One analogy stood out
India does not need only AI highways. It also needs state highways.
Large foundational models are powerful, but small, domain-specific models solve most real problems — especially in education, where bandwidth is limited and contexts are local.
This matters deeply for ODDE.
Offline-first AI. Lightweight models. Regional language support. These are not edge cases. They are the mainstream.
Language is where inclusion either succeeds or fails
India’s education divide is not just economic. It is linguistic.
English-only AI systems silently exclude millions of capable learners. Translation is not enough. Understanding context, idioms, and learning styles matters.
The work being done across Indian languages — including low-resource languages and dialects — reflects a crucial shift
Language is not a feature. It is the foundation.
By leveraging similarities across Indian languages and building participatory datasets, the ecosystem is moving toward AI that feels native rather than imported.
Efforts aligned with national missions like Bhashini reinforce this direction.
The uncomfortable truth about employability
One statistic hung heavy over the discussion
40 percent of graduates are unemployable.
This is not a student failure. It is a system failure.
Curricula that lag industry reality. Faculty unsupported in digital pedagogy. Accreditation processes that cannot keep pace with institutional growth.
Here, AI emerges as an unlikely ally to credibility.
AI-assisted accreditation. Automated data validation. Employer-verifiable credentials. Continuous curriculum relevance mapping.
These are not futuristic ideas. They are necessary corrections.
Without them, ODDE risks becoming scalable irrelevance.

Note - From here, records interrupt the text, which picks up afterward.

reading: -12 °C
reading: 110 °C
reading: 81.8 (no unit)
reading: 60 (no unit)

What industry sees that academia often doesn’t
Industry voices from Industry voices from Google, Microsoft, Tata Consultancy Services and HP converged on one point, and HP converged on one point
Learning is becoming continuous, modular and personalized.

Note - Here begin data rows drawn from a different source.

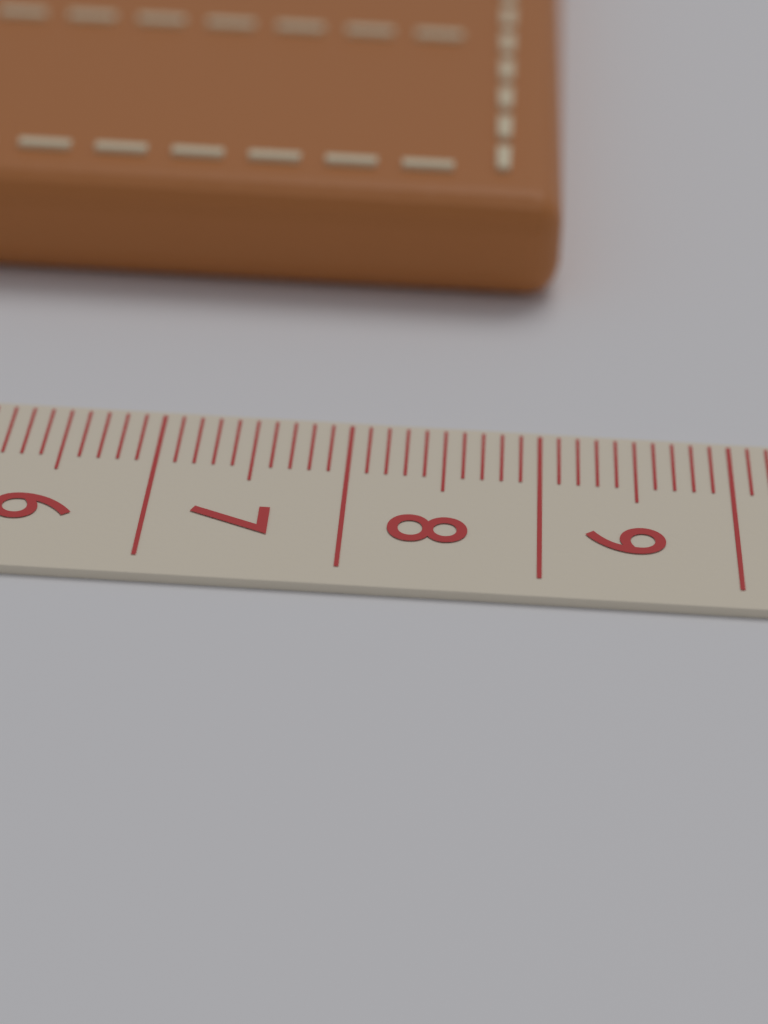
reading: 9.1 cm
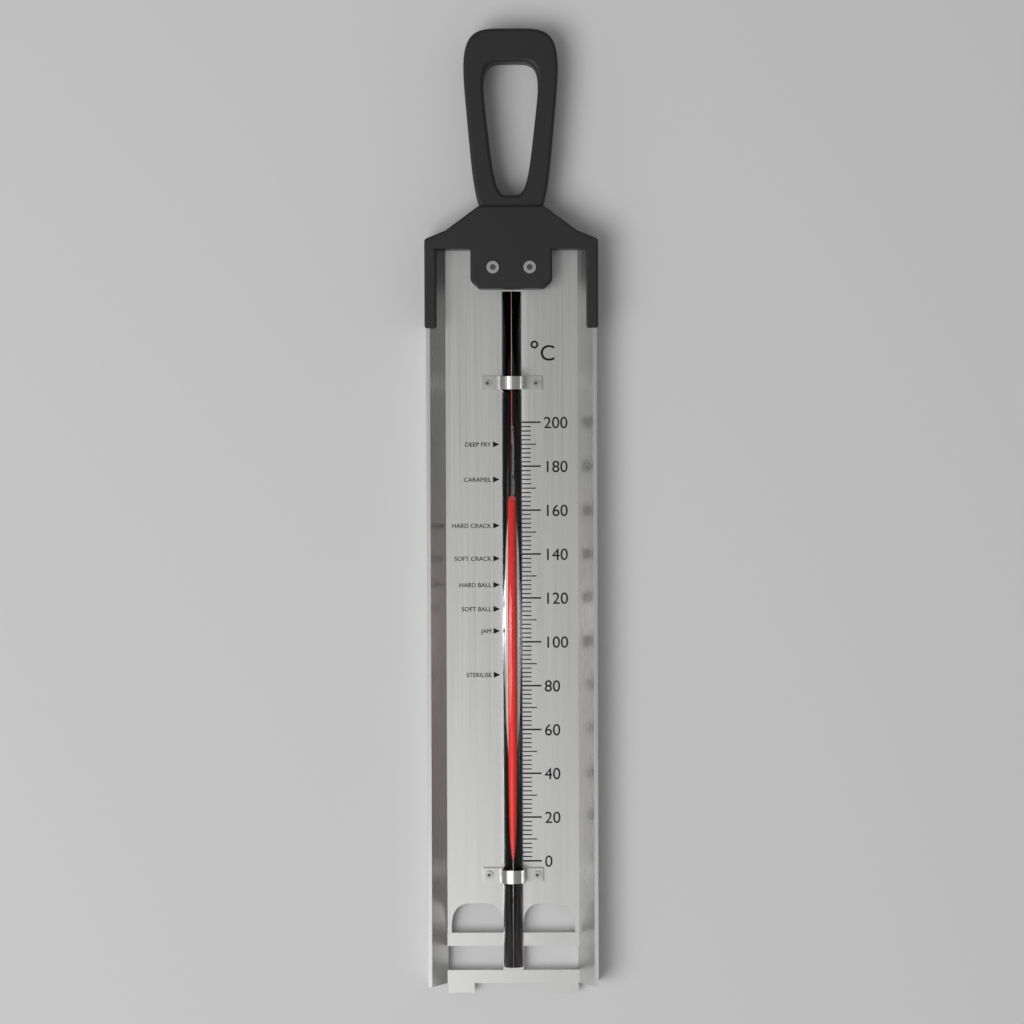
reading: 164 °C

Degrees are no longer endpoints. They are checkpoints.
AI enables
- Hyper-personalized learning journeys.
- Scalable assessments without integrity loss.
- Teacher upskilling at population scale.
- Alignment between skills taught and skills hired.
TCS’s experience of assessing hundreds of millions of candidates underscored that scale and integrity do not have to be trade-offs — if AI is designed responsibly.
Teachers, AI and the fear that misses the point
The question that always arises eventually did here too
Will AI replace teachers?
The answer, spoken and unspoken, was more nuanced.
AI will not replace teachers.
But it will change which teachers succeed.
Educators who see AI as a collaborator gain time for mentoring, curiosity, and creativity. Those who resist it risk becoming bottlenecks rather than guides.
Crucially, emotional intelligence remains human territory. Motivation, empathy, moral judgment — these cannot be automated.
As Prof. Ganesh and others emphasized, students must be taught how to think with AI, not how to accept AI.
Question it. Verify it. Explain it. Argue with it.
That is education.
Ethics is not a footnote
Several speakers reminded the room that AI mirrors society — biases included.
Without governance, AI can widen exactly the divides education is meant to bridge.
Offline access. Disability inclusion. Rural connectivity. Teacher training. Policy literacy.
These are not peripheral concerns. They determine whether AI becomes a force for democratization or exclusion.
Programs that have already trained tens of thousands of teachers show that responsible scaling is possible — but only when ethics is treated as design, not compliance.
A future anchored in values, not just capability
The conversation closed on a principle that quietly tied everything together Sarbajana Hitaya Sarbajana Sukhai welfare and happiness for all.
AI-enabled ODDE, as envisioned here, is not about efficiency alone. It is about dignity. About relevance. About giving learners — regardless of geography or language — a fair chance to grow.
The upcoming AI Impact Summit 2026 is expected to carry this momentum forward. But the direction is already clear.
India has a chance to build an education system that is technologically advanced, culturally grounded, and ethically intentional.
That opportunity should not be wasted.